The problem is, he doesn't tell people that the hottest years on record have all occurred since the year 2000. He also doesn't indicate that when you're looking at average surface temperatures, a fluctuation of one degree can mean a decided warming trend. Take a look at these maps showing a fluctuation in the 5-year average, first in 1880, then in 1979, and then in 2014. Blue areas are cooler than average and red areas are warmer than average.
And it only takes a degree or two to cause sea-level rise. This is only one study, but it shows that a 1 to 2 degree change in temperature has caused sea levels to rise by several meters in the past. According to NOAA, in climate.gov, in 2014, global sea level was 2.6 inches (67 mm) above the 1993 average. That is the highest annual average in the satellite record (1993-present).
And we're not even going into the acidification of the oceans due to their absorption of carbon, which we will explore in a future installment.
In 2015, the Intergovernmental Panel on Climate Change of the United Nations published a report that said that the "safe" climate target (which would avert mass flooding and famine down the line), is 2 degrees Celsius above average for this century.
"In short, to have a two-in-three probability of not crossing the danger mark, the world is allowed to burn, at most, 1,000 gigatons of carbon in total since the Industrial Revolution, and countries have already used up more than half that budget," according to insideclimatenews.org.

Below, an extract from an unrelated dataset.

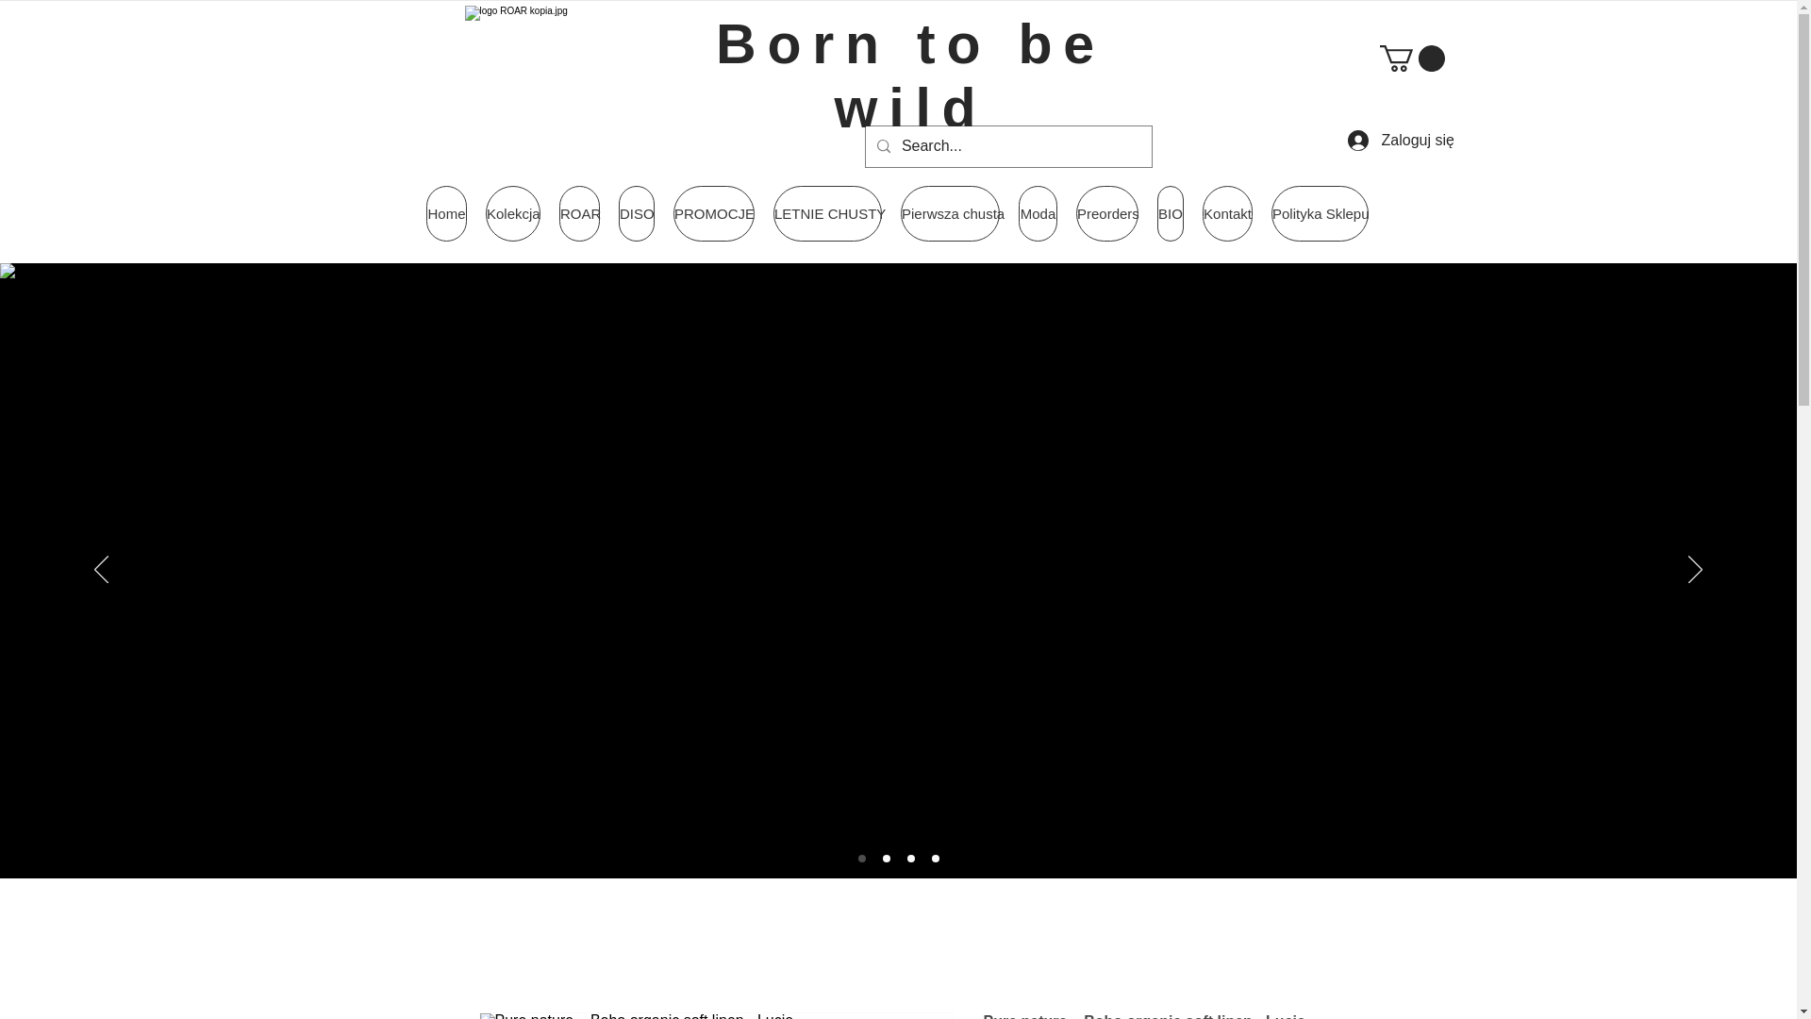 This screenshot has width=1811, height=1019. Describe the element at coordinates (512, 213) in the screenshot. I see `Kolekcja` at that location.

It's clear from Watters' report that he disputes the prevailing climate science, as can be seen by his reference to "Climategate" in his attempted interview with Al Gore. I'll be examining "Climategate" in the next installment.
For now, though, merely stating that the climate has warmed .8 degrees Celsius in the last "150 years" does not demonstrate that we should either act like the planet is not warming or feel better about carbon emissions.
It's hard to understand how anyone could be a climate skeptic at this point, but I'm willing to look into all of the evidence and the likelihood of falsification. I would have to see major evidence of widespread falsification of evidence, or sloppy conclusions, by 97 percent of the world's scientists. Another possibility is that there is so much uncertainty in prediction, the actual future might vary wildly even if carbon emissions are putting all of us in danger. The more variables you have, and the more uncertainty you have in the data involving those variables, the more uncertain everything is.
And of course there's always the unexpected event that might cause a slowdown or mitigation of climate change's advance, as published in Science recently. But we can't just hope and pray that those events occur.
There's a major ice shelf called Larsen C that's probably going to break off from Antarctica soon. If and when it does, it will be the largest iceberg ever recorded floating in the ocean, at 5,000 square miles. When it breaks off, it won't add to sea level because it's already floating, say news reports. But when it does melt, it will. We should definitely watch what happenes with it to determine the rate of sea level rise.
Many people think the seas will rise sooner rather than later. For years, scientists have put it at about 50 to 100 years before we see coastal areas disappear. On probably no other topic is it important that we get it right. Can we afford to gamble on the disappearance of our coastal waters?